As Anatol Lieven noted in 2022, three months after Russia invaded Ukraine, Putin believed that the Russian and Ukrainian peoples were bound together historically in a common, great civilization. The Ukrainian state may not have wanted to see their country under Russian rule; but the Ukrainian state, in Putin’s view, was after all run by a fascist clique that had little to do with everyday Ukrainians. So why wouldn’t everyday Ukrainians greet the Russian army with flowers?

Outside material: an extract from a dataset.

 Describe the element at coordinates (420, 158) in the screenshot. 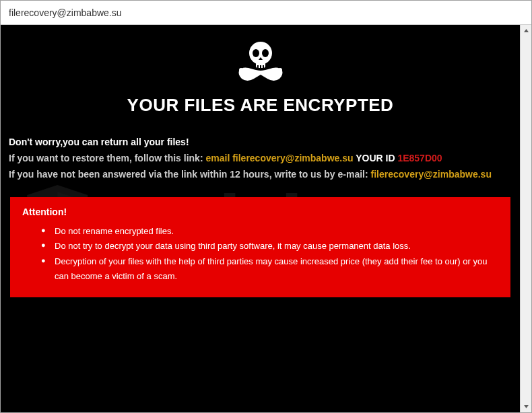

Samuel Ramani’s new book, Putin’s War on Ukraine: Russia’s Campaign for Global Counter-Revolution, takes a complementary view: Putin’s fundamental motivation, Ramani says, was to counter the “color revolutions” in neighboring countries. If Putin could extend Russian hegemony over Ukraine, he could not only reverse its “Euromaidan” uprising of 2014 but ultimately undo its “Orange Revolution” of 2004, Georgia’s “Rose Revolution” of 2003, and the entire pattern of nationalist-democratic revolutions in the region.
Putin’s counter-revolutionary stance is popular in Russia, Ramani says, because it has “historical legitimacy”—a broad resonance with Russians’s common sense of their country’s historical identity.
In the nineteenth century, Tsar Alexander I earned the moniker “Policeman of Europe” for combating revolutionary forces and mores. In the twentieth, the Soviet Union—far from exporting revolution—was a force of reaction through the Warsaw Pact: The Soviets crushed popular uprisings in East Germany in 1953, Hungary in 1956, and Czechoslovakia in 1968. That counter-revolutionary tradition survived the fall of the U.S.S.R., too: During the constitutional crisis of 1993, Russia’s acting prime minister, Yegor Gaidar, warned that ongoing unrest in the streets would turn Russia into a “huge concentration camp.”
Of course, the counter-revolutionary tradition would be nothing without another of Russia’s traditions: the revolutionary tradition. That may be less visible in Russia at the moment, but Putin evidently doesn’t like seeing it among his neighbors.